A Gram matrix (also called a Gramian) captures how a collection of vectors relates through their inner products. If you have vectors in a real inner product space, the Gram matrix is the matrix whose -entry is the inner product of the -th and -th vectors.
In symbols, the entries are defined by
For real column vectors this inner product is just the dot product, so you can think of each entry as . The matrix is always symmetric (because ) and positive semi-definite, which means all its eigenvalues are non-negative.
Geometrically, the diagonal entries give the squared lengths of the vectors, while the off-diagonal entries encode the cosines of angles between them. This makes the Gram matrix a compact summary of lengths, angles, and linear dependence in a set of vectors.
Follow these steps to compute the Gram matrix for up to four vectors:
1, 2, 3.
You can interpret the result as a summary of how similar your vectors are. Large positive off-diagonal entries indicate that two vectors point in a similar direction, while small or zero entries suggest they are nearly orthogonal.
Suppose you enter vectors , each living in . Write each vector as . The dot product of two vectors and is
The Gram matrix is then the matrix whose entries are
In matrix form, if you arrange your vectors as columns of a matrix , then the Gram matrix is simply . Many algorithms in linear algebra, statistics, and machine learning rely on this construction.
Consider two vectors in :
, .
Compute their dot products:
The Gram matrix for is therefore
The diagonal entries (14 and 77) are the squared lengths and . The off-diagonal entries (both 32) measure how aligned the vectors are. If and were orthogonal, these entries would be zero.
The determinant of this Gram matrix, , is the squared area of the parallelogram spanned by and . A determinant of zero would indicate that the vectors are linearly dependent.
Once you have computed a Gram matrix, you can read several geometric and algebraic properties directly from it:
The Gram matrix is closely related to other common matrices in linear algebra and statistics. The table below summarizes some key differences.
| Matrix type | Definition | Captures | Typical use cases |
|---|---|---|---|
| Gram matrix | for a matrix of vectors | Inner products, lengths, angles, linear independence | Geometry of vector sets, kernel methods, basis analysis |
| Covariance matrix | Centered Gram matrix scaled by sample size | Variances and covariances of random variables | Statistics, data analysis, PCA |
| Kernel (Gram) matrix | Entries from a kernel function | Similarities in an implicit feature space | Support vector machines, Gaussian processes, kernel PCA |
In fact, many authors refer to a kernel matrix as a Gram matrix computed in a higher-dimensional feature space. The calculator on this page works with explicit real-valued vectors and the standard dot product.
Gram matrices appear in many areas of mathematics, data science, and engineering:
This online tool is designed to be simple and educational. Keep the following assumptions and limitations in mind when interpreting the results:
Within these limits, the tool gives a quick and transparent way to explore inner products, lengths, angles, and independence among a small set of vectors.
A Gram matrix summarizes all pairwise inner products of a set of vectors. It is used to study the geometry of vectors (lengths, angles, volumes), analyze linear independence, and form the basis of many algorithms in statistics and machine learning.
A covariance matrix measures how random variables vary together and is built from centered data, while a Gram matrix is just the inner products of raw vectors. For data points arranged as rows of a matrix, the covariance matrix is a centered, rescaled version of the Gram matrix.
No. This tool assumes all components are real numbers and uses the standard dot product. For complex vectors one would use the Hermitian inner product, which conjugates one of the vectors; that generalization is not implemented here.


**To do**. The answer is the line with "list all visible" and every line after it to the end of the listing, retyped exactly. Pictures do not belong in it.
Input below:
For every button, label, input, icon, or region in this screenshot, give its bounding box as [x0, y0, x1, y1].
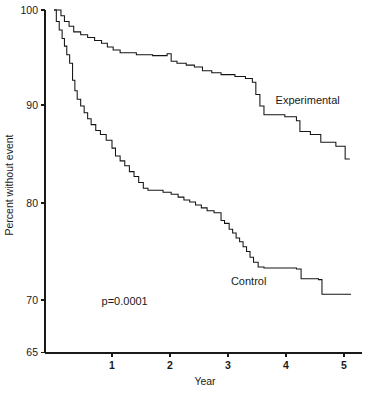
series-curves	[54, 10, 351, 294]
y-tick-label: 65	[26, 346, 38, 358]
axes-group	[45, 10, 362, 353]
x-tick-label: 5	[341, 359, 347, 371]
x-tick-label: 4	[283, 359, 289, 371]
experimental-series-label: Experimental	[276, 94, 340, 106]
y-axis-ticks: 65708090100	[20, 4, 45, 359]
x-tick-label: 3	[225, 359, 231, 371]
control-series-label: Control	[231, 275, 266, 287]
x-tick-label: 2	[167, 359, 173, 371]
x-axis-title: Year	[194, 375, 216, 387]
y-axis-title: Percent without event	[3, 134, 15, 235]
p-value: p=0.0001	[102, 295, 148, 307]
curve-control	[54, 10, 351, 294]
curve-experimental	[54, 10, 350, 159]
y-tick-label: 100	[20, 4, 38, 16]
kaplan-meier-chart: 65708090100 12345 p=0.0001ExperimentalCo…	[0, 0, 368, 394]
x-axis-ticks: 12345	[109, 353, 347, 371]
chart-annotations: p=0.0001ExperimentalControl	[102, 94, 340, 307]
y-tick-label: 70	[26, 294, 38, 306]
y-tick-label: 90	[26, 99, 38, 111]
chart-canvas: 65708090100 12345 p=0.0001ExperimentalCo…	[0, 0, 368, 394]
x-tick-label: 1	[109, 359, 115, 371]
y-tick-label: 80	[26, 197, 38, 209]
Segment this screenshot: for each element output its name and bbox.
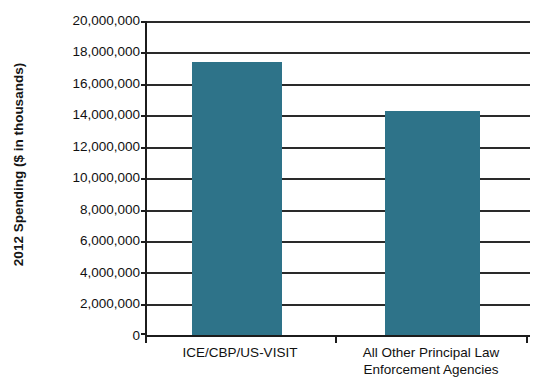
gridline: [147, 21, 530, 23]
y-tick-mark: [141, 304, 147, 306]
y-tick-label: 4,000,000: [32, 266, 140, 280]
x-category-label-line: ICE/CBP/US-VISIT: [183, 345, 298, 360]
y-tick-mark: [141, 115, 147, 117]
gridline: [147, 52, 530, 54]
y-axis-title: 2012 Spending ($ in thousands): [11, 15, 26, 315]
x-category-label-ice: ICE/CBP/US-VISIT: [145, 344, 335, 361]
x-category-label-line: Enforcement Agencies: [363, 362, 498, 377]
x-category-label-line: All Other Principal Law: [363, 345, 500, 360]
x-axis-tick-marks: [145, 335, 530, 343]
x-axis-category-labels: ICE/CBP/US-VISIT All Other Principal Law…: [145, 344, 530, 392]
y-tick-label: 8,000,000: [32, 203, 140, 217]
y-tick-label: 2,000,000: [32, 297, 140, 311]
y-axis-tick-labels: 20,000,000 18,000,000 16,000,000 14,000,…: [32, 0, 140, 392]
y-tick-label: 16,000,000: [32, 77, 140, 91]
y-tick-mark: [141, 52, 147, 54]
y-tick-label: 6,000,000: [32, 234, 140, 248]
x-category-label-other: All Other Principal Law Enforcement Agen…: [335, 344, 527, 378]
y-tick-mark: [141, 84, 147, 86]
y-tick-label: 10,000,000: [32, 171, 140, 185]
y-tick-mark: [141, 272, 147, 274]
y-tick-label: 12,000,000: [32, 140, 140, 154]
y-tick-mark: [141, 178, 147, 180]
x-tick-mark: [145, 335, 147, 343]
y-tick-mark: [141, 147, 147, 149]
x-tick-mark: [526, 335, 528, 343]
y-tick-label: 14,000,000: [32, 108, 140, 122]
y-tick-label: 18,000,000: [32, 45, 140, 59]
y-tick-mark: [141, 241, 147, 243]
y-tick-mark: [141, 21, 147, 23]
bar-chart-figure: 2012 Spending ($ in thousands) 20,000,00…: [0, 0, 536, 392]
x-tick-mark: [335, 335, 337, 343]
y-tick-label: 0: [32, 329, 140, 343]
bar-ice-cbp-us-visit: [192, 62, 282, 335]
bar-all-other-agencies: [385, 111, 480, 336]
y-tick-mark: [141, 210, 147, 212]
y-tick-label: 20,000,000: [32, 14, 140, 28]
plot-area: [145, 21, 530, 335]
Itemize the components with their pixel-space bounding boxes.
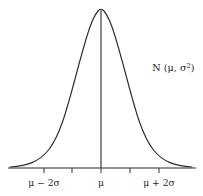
normal-distribution-figure: μ − 2σ μ μ + 2σ N (μ, σ2) xyxy=(0,0,203,196)
distribution-label-n: N ( xyxy=(152,62,167,73)
tick-label-mu: μ xyxy=(98,177,104,188)
bell-curve-plot: μ − 2σ μ μ + 2σ N (μ, σ2) xyxy=(0,0,203,196)
tick-label-mu-plus-2sigma: μ + 2σ xyxy=(143,177,175,188)
tick-label-mu-minus-2sigma: μ − 2σ xyxy=(28,177,60,188)
distribution-label: N (μ, σ2) xyxy=(131,62,203,73)
distribution-label-close: ) xyxy=(191,62,195,73)
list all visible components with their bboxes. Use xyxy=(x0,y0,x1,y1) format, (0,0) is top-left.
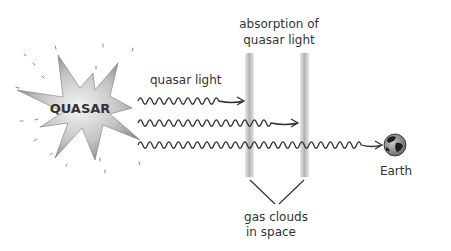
quasar-label: QUASAR xyxy=(50,101,111,116)
light-rays xyxy=(138,97,382,149)
gas-cloud-pointer xyxy=(250,180,304,204)
quasar-light-label: quasar light xyxy=(150,73,222,87)
earth-icon xyxy=(384,134,406,156)
earth-label: Earth xyxy=(380,164,412,178)
light-ray-short xyxy=(138,97,244,105)
absorption-label-line1: absorption of xyxy=(239,17,319,31)
gas-cloud-1 xyxy=(245,53,254,177)
gas-cloud-2 xyxy=(300,53,309,177)
absorption-label-line2: quasar light xyxy=(243,33,315,47)
light-ray-long xyxy=(138,141,382,149)
gas-clouds-label-line1: gas clouds xyxy=(244,210,308,224)
light-ray-medium xyxy=(138,119,298,127)
gas-clouds-label-line2: in space xyxy=(246,225,296,239)
quasar-absorption-diagram: QUASAR quasar light absorption of quasar… xyxy=(0,0,451,251)
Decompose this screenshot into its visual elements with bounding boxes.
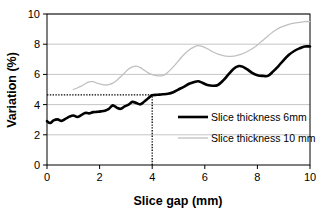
y-tick-label-8: 8 bbox=[34, 38, 40, 50]
x-tick-label-4: 4 bbox=[149, 171, 155, 183]
chart-figure: 0246810 0246810 Variation (%) Slice gap … bbox=[0, 0, 328, 217]
y-tick-label-10: 10 bbox=[28, 8, 40, 20]
y-tick-label-2: 2 bbox=[34, 129, 40, 141]
x-axis-title: Slice gap (mm) bbox=[134, 194, 223, 208]
legend-label-1: Slice thickness 10 mm bbox=[211, 132, 316, 144]
x-tick-label-0: 0 bbox=[44, 171, 50, 183]
x-tick-label-8: 8 bbox=[254, 171, 260, 183]
x-tick-label-10: 10 bbox=[304, 171, 316, 183]
x-tick-label-2: 2 bbox=[97, 171, 103, 183]
y-axis-title: Variation (%) bbox=[5, 52, 19, 128]
y-tick-label-4: 4 bbox=[34, 99, 40, 111]
y-tick-label-0: 0 bbox=[34, 159, 40, 171]
chart-background bbox=[0, 0, 328, 217]
line-chart: 0246810 0246810 Variation (%) Slice gap … bbox=[0, 0, 328, 217]
y-tick-label-6: 6 bbox=[34, 68, 40, 80]
legend-label-0: Slice thickness 6mm bbox=[211, 111, 307, 123]
x-tick-label-6: 6 bbox=[202, 171, 208, 183]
End of Input.
**Answer for the task**.
list all visible components with their bboxes. Use xyxy=(x0,y0,x1,y1) format, (0,0) is top-left.
quasar-label: QUASAR xyxy=(50,101,111,116)
light-rays xyxy=(138,97,382,149)
gas-cloud-pointer xyxy=(250,180,304,204)
quasar-light-label: quasar light xyxy=(150,73,222,87)
earth-icon xyxy=(384,134,406,156)
earth-label: Earth xyxy=(380,164,412,178)
light-ray-short xyxy=(138,97,244,105)
absorption-label-line1: absorption of xyxy=(239,17,319,31)
gas-cloud-1 xyxy=(245,53,254,177)
gas-cloud-2 xyxy=(300,53,309,177)
absorption-label-line2: quasar light xyxy=(243,33,315,47)
light-ray-long xyxy=(138,141,382,149)
gas-clouds-label-line1: gas clouds xyxy=(244,210,308,224)
light-ray-medium xyxy=(138,119,298,127)
gas-clouds-label-line2: in space xyxy=(246,225,296,239)
quasar-absorption-diagram: QUASAR quasar light absorption of quasar… xyxy=(0,0,451,251)
Decompose this screenshot into its visual elements with bounding boxes.
y-tick-label-8: 8 bbox=[34, 38, 40, 50]
x-tick-label-4: 4 bbox=[149, 171, 155, 183]
chart-figure: 0246810 0246810 Variation (%) Slice gap … bbox=[0, 0, 328, 217]
y-tick-label-10: 10 bbox=[28, 8, 40, 20]
y-tick-label-2: 2 bbox=[34, 129, 40, 141]
x-axis-title: Slice gap (mm) bbox=[134, 194, 223, 208]
legend-label-1: Slice thickness 10 mm bbox=[211, 132, 316, 144]
x-tick-label-0: 0 bbox=[44, 171, 50, 183]
x-tick-label-8: 8 bbox=[254, 171, 260, 183]
x-tick-label-10: 10 bbox=[304, 171, 316, 183]
x-tick-label-2: 2 bbox=[97, 171, 103, 183]
y-axis-title: Variation (%) bbox=[5, 52, 19, 128]
y-tick-label-4: 4 bbox=[34, 99, 40, 111]
y-tick-label-0: 0 bbox=[34, 159, 40, 171]
chart-background bbox=[0, 0, 328, 217]
line-chart: 0246810 0246810 Variation (%) Slice gap … bbox=[0, 0, 328, 217]
y-tick-label-6: 6 bbox=[34, 68, 40, 80]
legend-label-0: Slice thickness 6mm bbox=[211, 111, 307, 123]
x-tick-label-6: 6 bbox=[202, 171, 208, 183]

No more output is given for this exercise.